Oh, and of course I've set up a blog about it: http://gaspp.wordpress.com. This is what our cover looks like:



It's a photo by Lin Weidong, augmented by designer David Lee.

I should list our contributors, too: Johann S. Lee, X’Ho, Ovidia Yu, Alfian Sa’at, Cyril Wong, Jason Wee, Lee Yew Leong, Ng How Wee (黄浩威), Adrianna Tan, Koh Jee Leong, Wang Zi Si (王子思), Jasmine Seah, O Thiam Chin, Zhuang Yusa, Ng Yi-Sheng, Michael Lee, Selwyn Lee, Irfan Kasban, Andrew Cheah, Michael Corbidge, Desmond Kon, Johann Loh, Chrystal Wang, Ash Lim, Geraldine Toh, Jabir Yusoff, Mint Hong (思敏), Grace Chua, Nicholas Deroose, Tata So, Dominic Chua, Tania de Rozario and a little someone called Anonymous.

Our launch dates are:

Sun 17 Oct, 2pm, Annexe Gallery, Kuala Lumpur
QUEER AS BOOKS (part of the Seksualiti Merdeka Festival)
http://www.facebook.com/event.php?eid=135470589834336
This is a pre-launch release. Two other books will be launched at the event: the Malay-language Malaysian queer anthology Orang Macam Kita and Singaporean playwright Alfian Sa'at's Collected Plays Two. There'll also be a panel discussion at 3pm on Queer Writing in Singapore and Malaysia.

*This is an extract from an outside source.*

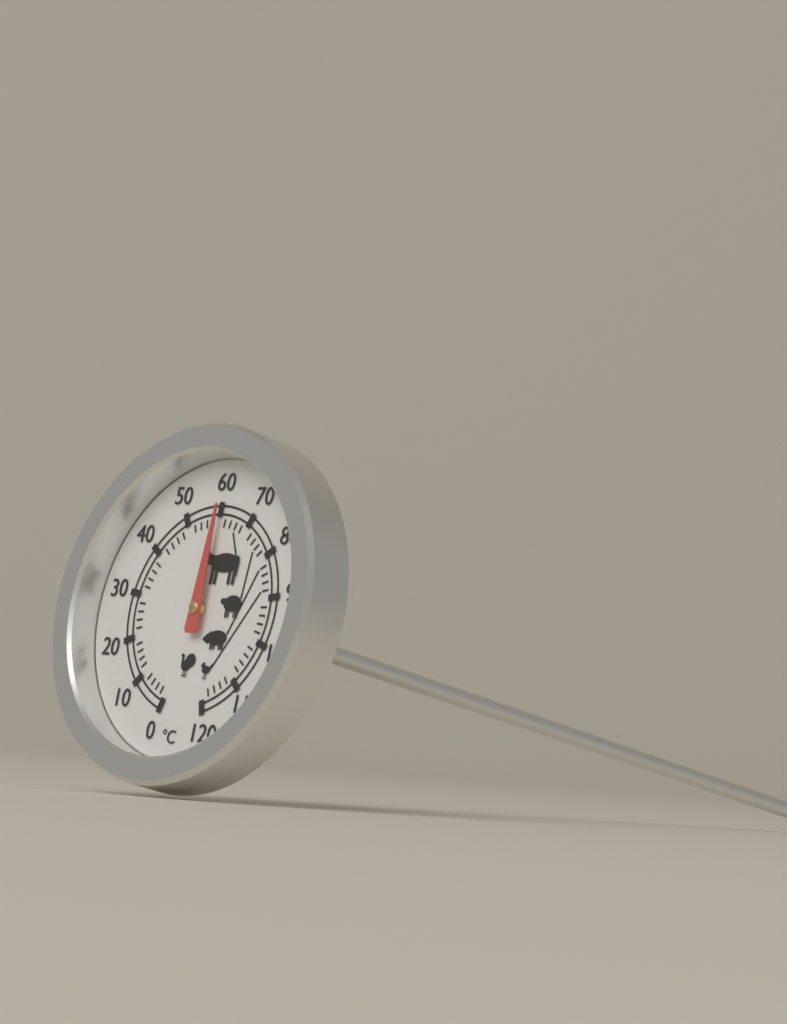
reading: 60 °C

Fri 29 Oct, 8-9:30pm, Play Club, Singapore
OFFICIAL LAUNCH
http://www.facebook.com/event.php?eid=158729217489754
This is the big one! We're planning a festive evening of readings (plus a Q&A) at one of most popular gay clubs in the city, showcasing the voices of queer Singapore writers from different generations. Free entry, of course. :)

More details as the dates draw closer!